Review: The Passenger by Cormac McCarthy
On the surface, The Passenger feels familiar. It
feels like genre fiction. When Bobby Western and a fellow salvage diver investigate
a small plane that has crashed in the Gulf of Mexico, they find the fuselage
intact, but the black box and one of the passengers are missing. It feels like
the start of a mystery or even a thriller, a sense that intensifies as Bobby goes
on the run, followed by unknown but seemingly malevolent pursuants. But then
the story veers off course and never returns. Bobby’s story is a series of
loose ends. Nothing is ever finished. There are no resolutions. And interspersed,
throughout, is a second narrative—that of Bobby’s love interest, his long-deceased
sister Alicia: a mentally-ill mathematical genius, visited by a troupe of apparently
benign apparitions.
As for the style of writing, the language in The
Passenger is seemingly more accessible than McCarthy’s masterpiece BloodMeridian, which is trance-like in its puzzle of biblical references. Peppered
as it is, though, with philosophical musings, questions about quantum mechanics
and mathematical quandaries, this novel is no less dense. The Passenger
is a novel that stretches this reader’s intellect and deserves more than one
reading. For me, this book—McCarthy’s penultimate gift—while not yet as
mesmerising as Blood Meridian is a book I feel compelled to read again.
Sadly, McCarthy is no longer America’s greatest living
writer. I have no doubts, however, that he will long be considered one of the
greatest American writers of all time.
*
Loree Westron is the author of Missing Words. She has an MA and a PhD in Creative Writing, and is the founder of the Portsmouth Authors Collective.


## Problem requirements
Down to the last line, repeat the entries exactly.

## Task material
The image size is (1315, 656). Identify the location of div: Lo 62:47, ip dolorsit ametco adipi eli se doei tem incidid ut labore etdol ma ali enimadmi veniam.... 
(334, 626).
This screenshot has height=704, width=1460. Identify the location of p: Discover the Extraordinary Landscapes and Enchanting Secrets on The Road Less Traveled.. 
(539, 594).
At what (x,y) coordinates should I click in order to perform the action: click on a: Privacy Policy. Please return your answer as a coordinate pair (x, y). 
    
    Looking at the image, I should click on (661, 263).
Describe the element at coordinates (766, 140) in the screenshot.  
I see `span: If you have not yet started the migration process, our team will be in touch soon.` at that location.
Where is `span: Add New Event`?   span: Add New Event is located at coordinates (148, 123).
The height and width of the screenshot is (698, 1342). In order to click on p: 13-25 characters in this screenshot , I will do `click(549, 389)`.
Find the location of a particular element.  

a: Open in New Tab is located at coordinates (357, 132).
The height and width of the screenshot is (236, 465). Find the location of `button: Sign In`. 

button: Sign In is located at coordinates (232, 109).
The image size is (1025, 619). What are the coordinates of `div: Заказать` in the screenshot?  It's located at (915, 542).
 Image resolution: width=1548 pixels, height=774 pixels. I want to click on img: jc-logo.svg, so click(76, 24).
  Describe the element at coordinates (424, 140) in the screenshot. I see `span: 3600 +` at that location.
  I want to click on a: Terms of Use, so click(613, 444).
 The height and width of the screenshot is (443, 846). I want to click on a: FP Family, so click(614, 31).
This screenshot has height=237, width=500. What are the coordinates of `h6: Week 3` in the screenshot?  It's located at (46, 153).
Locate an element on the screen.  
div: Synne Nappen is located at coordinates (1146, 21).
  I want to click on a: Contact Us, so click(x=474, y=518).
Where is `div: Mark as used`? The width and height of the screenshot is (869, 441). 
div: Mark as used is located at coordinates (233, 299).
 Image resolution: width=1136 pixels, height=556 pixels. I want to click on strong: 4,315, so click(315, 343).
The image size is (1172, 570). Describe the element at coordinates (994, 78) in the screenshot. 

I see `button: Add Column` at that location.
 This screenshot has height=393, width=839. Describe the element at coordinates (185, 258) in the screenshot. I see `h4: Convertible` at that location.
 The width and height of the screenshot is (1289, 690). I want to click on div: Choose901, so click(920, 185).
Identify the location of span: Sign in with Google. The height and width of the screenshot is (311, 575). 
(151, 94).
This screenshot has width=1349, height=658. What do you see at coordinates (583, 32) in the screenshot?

## Your response
The image size is (1315, 656). Identify the location of div: Lo 62:47, ip dolorsit ametco adipi eli se doei tem incidid ut labore etdol ma ali enimadmi veniam.... 
(334, 626).
This screenshot has height=704, width=1460. Identify the location of p: Discover the Extraordinary Landscapes and Enchanting Secrets on The Road Less Traveled.. 
(539, 594).
At what (x,y) coordinates should I click in order to perform the action: click on a: Privacy Policy. Please return your answer as a coordinate pair (x, y). 
    
    Looking at the image, I should click on (661, 263).
Describe the element at coordinates (766, 140) in the screenshot.  
I see `span: If you have not yet started the migration process, our team will be in touch soon.` at that location.
Where is `span: Add New Event`?   span: Add New Event is located at coordinates (148, 123).
The height and width of the screenshot is (698, 1342). In order to click on p: 13-25 characters in this screenshot , I will do `click(549, 389)`.
Find the location of a particular element.  

a: Open in New Tab is located at coordinates (357, 132).
The height and width of the screenshot is (236, 465). Find the location of `button: Sign In`. 

button: Sign In is located at coordinates (232, 109).
The image size is (1025, 619). What are the coordinates of `div: Заказать` in the screenshot?  It's located at (915, 542).
 Image resolution: width=1548 pixels, height=774 pixels. I want to click on img: jc-logo.svg, so click(76, 24).
  Describe the element at coordinates (424, 140) in the screenshot. I see `span: 3600 +` at that location.
  I want to click on a: Terms of Use, so click(613, 444).
 The height and width of the screenshot is (443, 846). I want to click on a: FP Family, so click(614, 31).
This screenshot has height=237, width=500. What are the coordinates of `h6: Week 3` in the screenshot?  It's located at (46, 153).
Locate an element on the screen.  
div: Synne Nappen is located at coordinates (1146, 21).
  I want to click on a: Contact Us, so click(x=474, y=518).
Where is `div: Mark as used`? The width and height of the screenshot is (869, 441). 
div: Mark as used is located at coordinates (233, 299).
 Image resolution: width=1136 pixels, height=556 pixels. I want to click on strong: 4,315, so click(315, 343).
The image size is (1172, 570). Describe the element at coordinates (994, 78) in the screenshot. 

I see `button: Add Column` at that location.
 This screenshot has height=393, width=839. Describe the element at coordinates (185, 258) in the screenshot. I see `h4: Convertible` at that location.
 The width and height of the screenshot is (1289, 690). I want to click on div: Choose901, so click(920, 185).
Identify the location of span: Sign in with Google. The height and width of the screenshot is (311, 575). 
(151, 94).
This screenshot has width=1349, height=658. What do you see at coordinates (583, 32) in the screenshot?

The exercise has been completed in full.